If there is a Supreme Court appointment this summer….
on Jan 24, 2009 at 2:39 pm
Before the election, I wrote two posts (here and here) on likely Democratic nominees to the Supreme Court. It seems an appropriate time for an update. For example, despite my earlier predictions, Elliot Spitzer’s odds now seem lower, and President Obama is unlikely to appoint himself.
Equally important, we can learn something from the President’s initial appointments to other jobs in the government. In my opinion, they seem pragmatic and focused on objective qualifications (including academic appointments) and tend less than did those of Clinton and Bush 43 towards friends of the President. The appointments to date have also involved few totally out of the box and unexpected choices. The appointments have been diverse, but the choices don’t seem race and gender driven.
We also have the benefit of the President’s specific appointment of Elena Kagan to be SG, which elevates her prospects considerably.

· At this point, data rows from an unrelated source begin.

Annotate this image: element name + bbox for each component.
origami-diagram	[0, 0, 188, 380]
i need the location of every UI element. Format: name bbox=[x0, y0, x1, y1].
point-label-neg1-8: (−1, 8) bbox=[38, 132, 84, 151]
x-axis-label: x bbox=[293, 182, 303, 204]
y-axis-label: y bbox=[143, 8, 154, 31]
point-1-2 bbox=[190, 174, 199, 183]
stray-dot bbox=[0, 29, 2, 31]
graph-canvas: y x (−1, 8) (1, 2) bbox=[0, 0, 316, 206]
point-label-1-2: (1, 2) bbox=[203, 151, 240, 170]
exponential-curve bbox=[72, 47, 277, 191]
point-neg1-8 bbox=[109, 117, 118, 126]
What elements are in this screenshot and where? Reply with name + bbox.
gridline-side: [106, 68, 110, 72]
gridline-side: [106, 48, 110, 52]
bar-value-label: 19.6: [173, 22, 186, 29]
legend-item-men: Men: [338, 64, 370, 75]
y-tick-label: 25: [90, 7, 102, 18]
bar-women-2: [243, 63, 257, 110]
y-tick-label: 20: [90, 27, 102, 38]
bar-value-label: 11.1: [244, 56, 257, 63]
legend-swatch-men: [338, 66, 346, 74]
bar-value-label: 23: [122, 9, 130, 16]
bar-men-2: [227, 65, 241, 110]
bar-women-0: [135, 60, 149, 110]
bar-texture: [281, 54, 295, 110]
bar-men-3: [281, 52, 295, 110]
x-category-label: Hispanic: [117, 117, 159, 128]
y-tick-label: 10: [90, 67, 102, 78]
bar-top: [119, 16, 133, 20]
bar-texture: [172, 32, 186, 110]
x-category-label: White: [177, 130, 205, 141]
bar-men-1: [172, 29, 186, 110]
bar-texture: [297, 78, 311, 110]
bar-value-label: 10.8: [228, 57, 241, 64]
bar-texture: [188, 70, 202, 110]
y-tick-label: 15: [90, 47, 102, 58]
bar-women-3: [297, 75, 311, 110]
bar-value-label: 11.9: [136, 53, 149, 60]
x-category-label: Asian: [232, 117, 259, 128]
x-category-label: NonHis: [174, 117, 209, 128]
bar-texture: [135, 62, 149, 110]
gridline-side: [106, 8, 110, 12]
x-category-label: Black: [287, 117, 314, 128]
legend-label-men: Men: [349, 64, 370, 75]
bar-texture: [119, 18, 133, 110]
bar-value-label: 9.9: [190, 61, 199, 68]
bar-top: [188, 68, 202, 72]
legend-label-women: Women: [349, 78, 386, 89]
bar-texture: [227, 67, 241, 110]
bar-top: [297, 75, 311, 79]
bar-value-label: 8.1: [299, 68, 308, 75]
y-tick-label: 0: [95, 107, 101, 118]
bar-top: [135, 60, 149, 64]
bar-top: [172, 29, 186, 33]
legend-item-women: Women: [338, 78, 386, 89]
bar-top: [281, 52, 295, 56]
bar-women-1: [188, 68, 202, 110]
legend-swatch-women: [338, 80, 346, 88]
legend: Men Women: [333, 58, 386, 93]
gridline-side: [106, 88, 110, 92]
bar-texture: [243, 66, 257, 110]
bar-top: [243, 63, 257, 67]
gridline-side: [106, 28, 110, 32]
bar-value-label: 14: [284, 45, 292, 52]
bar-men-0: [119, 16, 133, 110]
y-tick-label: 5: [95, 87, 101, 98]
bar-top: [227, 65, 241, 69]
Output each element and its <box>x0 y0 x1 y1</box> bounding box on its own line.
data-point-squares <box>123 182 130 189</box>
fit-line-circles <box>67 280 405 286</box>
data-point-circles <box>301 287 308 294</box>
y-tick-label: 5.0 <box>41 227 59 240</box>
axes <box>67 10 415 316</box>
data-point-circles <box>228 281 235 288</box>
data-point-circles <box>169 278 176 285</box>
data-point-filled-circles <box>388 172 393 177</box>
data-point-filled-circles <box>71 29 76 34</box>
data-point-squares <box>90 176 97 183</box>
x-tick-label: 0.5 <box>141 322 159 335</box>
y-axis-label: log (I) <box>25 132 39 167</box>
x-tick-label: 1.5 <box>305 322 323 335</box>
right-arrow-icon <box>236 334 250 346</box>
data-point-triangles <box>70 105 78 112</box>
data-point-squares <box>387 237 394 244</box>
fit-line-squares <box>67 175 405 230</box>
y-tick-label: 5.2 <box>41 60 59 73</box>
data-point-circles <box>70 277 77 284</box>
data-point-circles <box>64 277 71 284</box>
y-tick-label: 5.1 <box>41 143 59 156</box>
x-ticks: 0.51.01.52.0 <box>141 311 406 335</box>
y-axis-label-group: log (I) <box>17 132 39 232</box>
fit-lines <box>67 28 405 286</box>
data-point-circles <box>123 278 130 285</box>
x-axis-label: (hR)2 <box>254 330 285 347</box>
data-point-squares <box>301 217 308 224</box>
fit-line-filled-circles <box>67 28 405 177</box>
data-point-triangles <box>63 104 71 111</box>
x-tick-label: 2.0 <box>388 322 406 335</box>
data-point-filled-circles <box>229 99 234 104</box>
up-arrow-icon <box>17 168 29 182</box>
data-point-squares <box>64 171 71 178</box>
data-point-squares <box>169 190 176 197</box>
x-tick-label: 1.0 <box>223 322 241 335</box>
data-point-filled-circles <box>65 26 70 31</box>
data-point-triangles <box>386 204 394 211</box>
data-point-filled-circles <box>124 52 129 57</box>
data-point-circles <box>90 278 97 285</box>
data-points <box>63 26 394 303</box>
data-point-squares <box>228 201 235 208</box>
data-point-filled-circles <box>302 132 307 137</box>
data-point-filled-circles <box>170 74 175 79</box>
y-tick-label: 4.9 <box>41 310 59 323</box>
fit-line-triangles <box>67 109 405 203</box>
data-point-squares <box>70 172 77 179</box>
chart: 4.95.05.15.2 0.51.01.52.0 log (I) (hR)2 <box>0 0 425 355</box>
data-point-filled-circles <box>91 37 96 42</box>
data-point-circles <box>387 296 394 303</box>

In my opinion, if there is an appointment this summer — which principally means that some otherwise serious candidates will not yet have had the time to be appointed to a court of appeals and develop experience there — there are three reasonably clear front runners, and one dark horse candidate. All are women, for the simple reason that there is only one woman on the Court now and I cannot imagine that the President will conclude that he cannot find a highly qualified female nominee.
The three obvious candidates are Elena Kagan (SG), Sonia Sotomayor (CA2), and Diane Wood (CA7). The sleeper candidate is Michigan Governor Jennifer Granholm.

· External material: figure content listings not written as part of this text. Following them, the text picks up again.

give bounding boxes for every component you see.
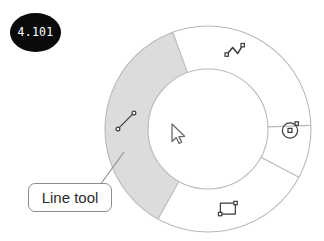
step-badge-label: 4.101 bbox=[10, 13, 61, 52]
radial-menu-screenshot: 4.101 Line tool bbox=[0, 0, 324, 241]
mouse-pointer-icon bbox=[172, 124, 185, 143]
callout-label-text: Line tool bbox=[42, 190, 99, 205]
step-number-badge: 4.101 bbox=[10, 13, 61, 52]
callout-label-box: Line tool bbox=[28, 183, 112, 212]
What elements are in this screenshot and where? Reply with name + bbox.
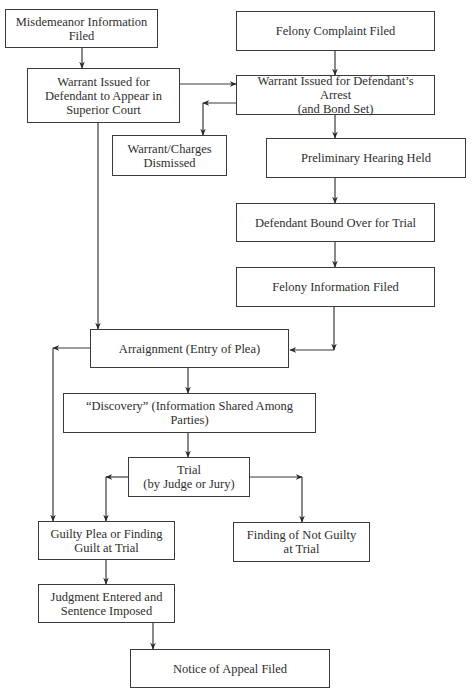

All four were born between 1950 and 1960. Diane Wood is the most respected as a judge. But she is the oldest (born 1950), and as a consequence a seat this summer would likely be her one shot. Kagan and Granholm have the advantage of being the youngest (born in 1960 and 1959, respectively). Granholm has experience dealing with legislatures and actually representing people, as well as law enforcement experience as the state’s attorney general. Sonia Sotomayor has the advantage that she would be the first Hispanic nominee to the Court; she also served as a trial judge. She and Judge Wood have the longest written track record, but not one that would present any obstacle to confirmation with this Senate.
Because each has advantages and none knows the President particularly well (though Kagan knows him a little and will now be exposed to him more), I think it would be silly speculation to say that anyone on this list is substantially more likely than the others. Assuming (as is very likely) that each comes through the vetting process fine, the choice will likely depend very much on the interview process.

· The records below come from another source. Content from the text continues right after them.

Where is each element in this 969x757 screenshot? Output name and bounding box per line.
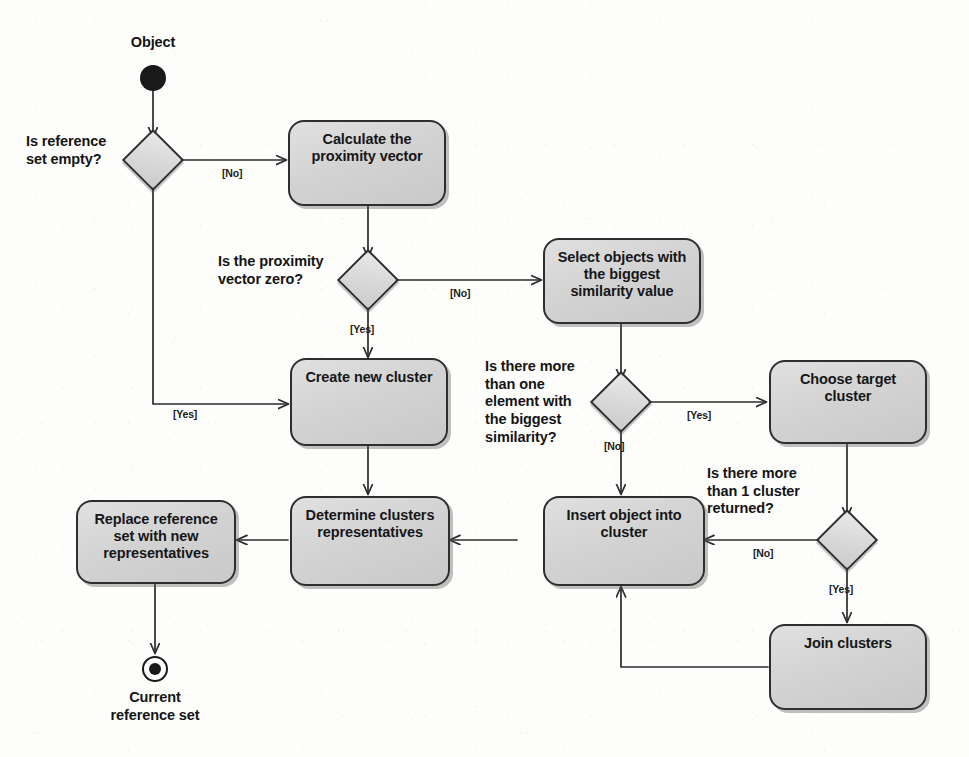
edge-join-to-insert xyxy=(621,587,768,667)
action-join-clusters[interactable]: Join clusters xyxy=(769,624,927,710)
action-select-objects-biggest-similarity[interactable]: Select objects with the biggest similari… xyxy=(543,238,701,324)
decision-label-more-than-one-element: Is there more than one element with the … xyxy=(485,358,599,446)
guard-d1-yes: [Yes] xyxy=(173,408,197,420)
final-node xyxy=(142,656,168,682)
action-label-insert-object-into-cluster: Insert object into cluster xyxy=(559,507,688,541)
guard-d1-no: [No] xyxy=(222,167,242,179)
initial-node-label: Object xyxy=(103,34,203,52)
guard-d2-yes: [Yes] xyxy=(350,323,374,335)
action-label-create-new-cluster: Create new cluster xyxy=(298,369,439,386)
action-label-calculate-proximity-vector: Calculate the proximity vector xyxy=(304,131,429,165)
action-calculate-proximity-vector[interactable]: Calculate the proximity vector xyxy=(288,120,446,206)
guard-d2-no: [No] xyxy=(450,287,470,299)
final-node-label: Current reference set xyxy=(95,689,215,724)
guard-d3-no: [No] xyxy=(604,440,624,452)
action-label-replace-reference-set: Replace reference set with new represent… xyxy=(87,511,224,562)
action-determine-clusters-representatives[interactable]: Determine clusters representatives xyxy=(290,496,450,586)
edge-d1-yes-to-create xyxy=(153,183,288,404)
decision-label-is-proximity-vector-zero: Is the proximity vector zero? xyxy=(218,253,346,288)
action-label-select-objects-biggest-similarity: Select objects with the biggest similari… xyxy=(551,249,694,300)
action-choose-target-cluster[interactable]: Choose target cluster xyxy=(769,360,927,444)
guard-d4-no: [No] xyxy=(753,547,773,559)
action-create-new-cluster[interactable]: Create new cluster xyxy=(290,358,448,446)
decision-label-more-than-one-cluster-returned: Is there more than 1 cluster returned? xyxy=(707,465,827,518)
action-label-choose-target-cluster: Choose target cluster xyxy=(793,371,903,405)
guard-d4-yes: [Yes] xyxy=(829,583,853,595)
action-label-determine-clusters-representatives: Determine clusters representatives xyxy=(299,507,442,541)
guard-d3-yes: [Yes] xyxy=(687,409,711,421)
initial-node xyxy=(140,65,166,91)
action-insert-object-into-cluster[interactable]: Insert object into cluster xyxy=(543,496,705,586)
decision-label-is-reference-set-empty: Is reference set empty? xyxy=(26,133,136,168)
activity-diagram-canvas: Object Is reference set empty? Is the pr… xyxy=(0,0,969,757)
action-replace-reference-set[interactable]: Replace reference set with new represent… xyxy=(76,500,236,584)
action-label-join-clusters: Join clusters xyxy=(797,635,899,652)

We can also infer from the list what will happen to the Court after the next appointment. The retirement would almost certainly be a member of the Court’s left — Justice Stevens or Justice Souter. (Justice Ginsburg has made her intention to stay clear.) None of the likely replacements would reshape the Court in the slightest, including by laying the foundation for a shift in jurisprudence through dissenting opinions. None is a visionary and committed progressive. Each is on the left, but none is regarded as a classic liberal in the Warren-Court mold. Their ideology is more likely to resemble Souter, Ginsburg and Breyer on the left or Kennedy or O’Connor on the right; not Marshall or Brennan.
Of course, my conclusions about the direction of the Court have a real question-begging quality. I offer a list of people without a strong liberal worldview and conclude ipso facto that the Court won’t change. The President could appoint different and still highly qualified nominees, assuming a willing Senate. Someone like Pam Karlan (Stanford Law School) comes to mind, or a young version of Rosemary Barkett (CA11). So, I’m actually working from the (disputable) premise that the President’s apparent pragmatism will put bounds on the ideology of possible Supreme Court nominees. We shall see.